Why Does Every Leading Large Language Model Lean Left Politically?
Ross Pomeroy /
Large language models are increasingly integrating into everyday life—as chatbots, digital assistants, and internet search guides, for example. These artificial intelligence systems, which consume large amounts of text data to learn associations, can create all sorts of written material when prompted and can ably converse with users.
Large language models’ growing power and omnipresence mean that they exert increasing influence on society and culture.
So, it’s of great import that these artificial intelligence systems remain neutral when it comes to complicated political issues. Unfortunately, according to a new analysis recently published to PLOS ONE, this doesn’t seem to be the case.
AI researcher David Rozado of Otago Polytechnic and Heterodox Academy administered 11 different political orientation tests to 24 of the leading large language models, including OpenAI’s GPT 3.5, GPT-4, Google’s Gemini, Anthropic’s Claude, and Twitter’s Grok. He found that they invariably lean slightly left politically.
“The homogeneity of test results across LLMs developed by a wide variety of organizations is noteworthy,” Rozado commented.
That raises a key question: Why are large language models so universally biased in favor of leftward political viewpoints? Could the models’ creators be fine-tuning their AIs in that direction, or are the massive data sets upon which they are trained inherently biased?
Rozado could not conclusively answer this query:
“The results of this study should not be interpreted as evidence that organizations that create LLMs deliberately use the fine-tuning or reinforcement learning phases of conversational LLM training to inject political preferences into LLMs. If political biases are being introduced in LLMs post-pretraining, the consistent political leanings observed in our analysis for conversational LLMs may be an unintentional byproduct of annotators’ instructions or dominant cultural norms and behaviors.”
Ensuring large language models’ neutrality will be a pressing need, Rozado wrote:
“LLMs can shape public opinion, influence voting behaviors, and impact the overall discourse in society. Therefore, it is crucial to critically examine and address the potential political biases embedded in LLMs to ensure a balanced, fair, and accurate representation of information in their responses to user queries.”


### WHAT TO DO
Should the entries contain pictures, leave them out and return exactly the lines from the first through the line holding "pyautogui.click(x=<x>, y=<y>)".

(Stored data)

======

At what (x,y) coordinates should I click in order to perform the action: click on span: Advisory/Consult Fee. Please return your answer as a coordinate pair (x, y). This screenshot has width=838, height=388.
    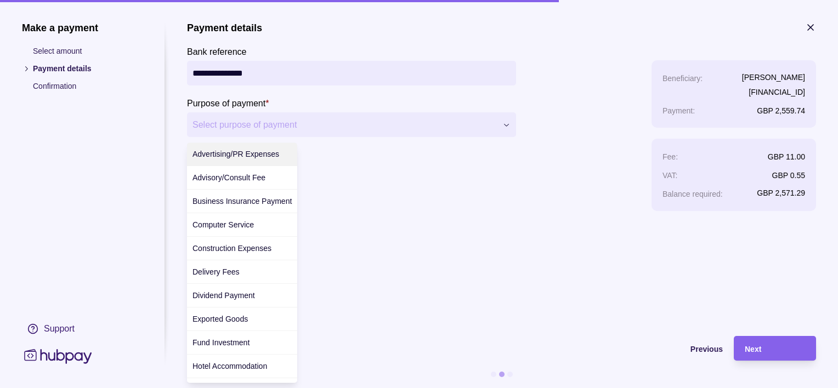
    Looking at the image, I should click on (229, 178).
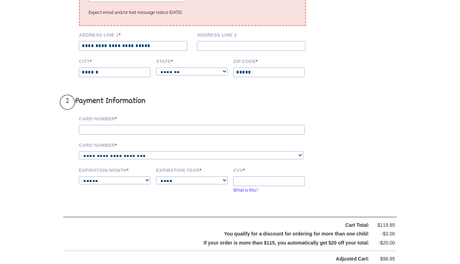 The width and height of the screenshot is (460, 264). Describe the element at coordinates (115, 61) in the screenshot. I see `label: City` at that location.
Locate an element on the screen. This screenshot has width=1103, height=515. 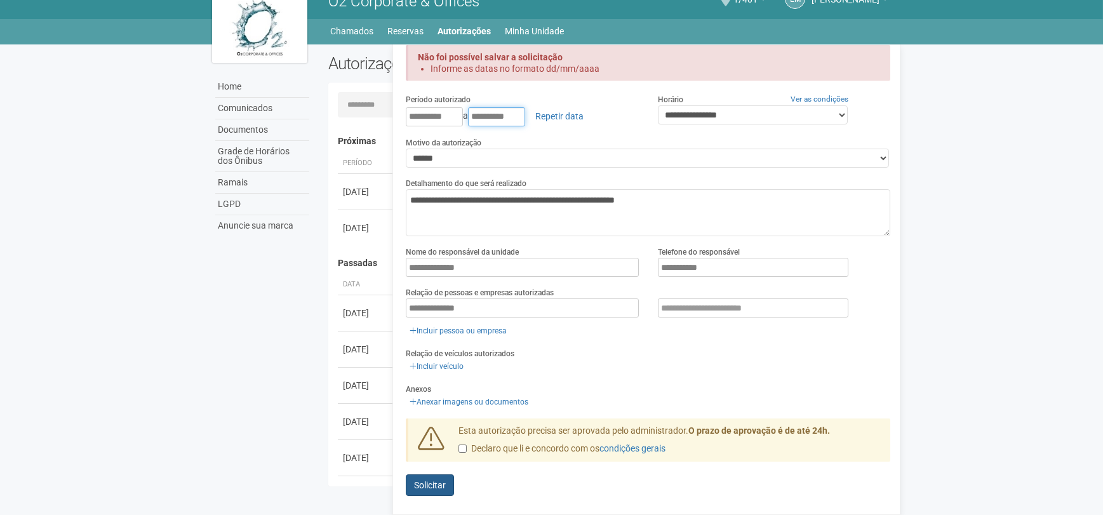
th: Período is located at coordinates (366, 163).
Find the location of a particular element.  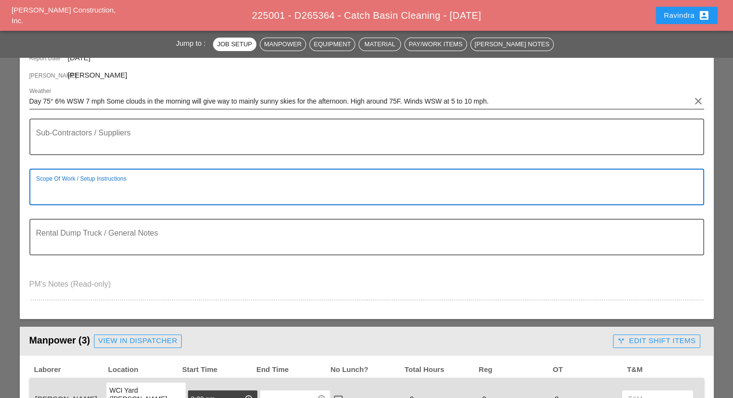

textarea: Rental Dump Truck / General Notes is located at coordinates (363, 243).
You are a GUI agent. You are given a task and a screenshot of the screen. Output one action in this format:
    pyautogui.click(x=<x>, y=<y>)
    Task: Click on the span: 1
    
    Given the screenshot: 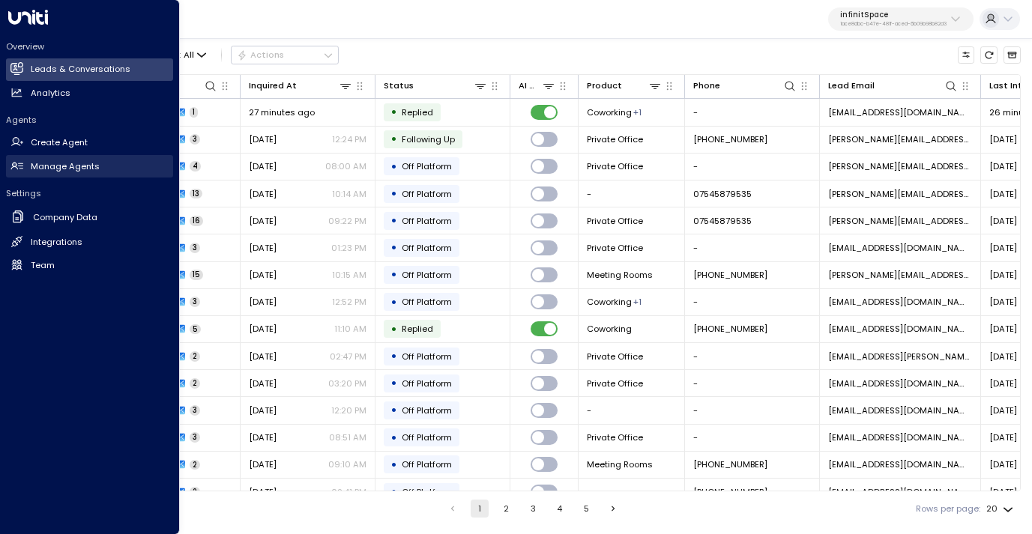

======

### WRITTEN ANSWER
At what (x,y) coordinates should I click in order to perform the action: click on span: Advisory/Consult Fee. Please return your answer as a coordinate pair (x, y). This screenshot has width=838, height=388.
    Looking at the image, I should click on (229, 178).
 The width and height of the screenshot is (460, 264). Describe the element at coordinates (115, 61) in the screenshot. I see `label: City` at that location.
Locate an element on the screen. This screenshot has width=1103, height=515. 
th: Período is located at coordinates (366, 163).
Find the location of a particular element.  

textarea: Rental Dump Truck / General Notes is located at coordinates (363, 243).
You are a GUI agent. You are given a task and a screenshot of the screen. Output one action in this format:
    pyautogui.click(x=<x>, y=<y>)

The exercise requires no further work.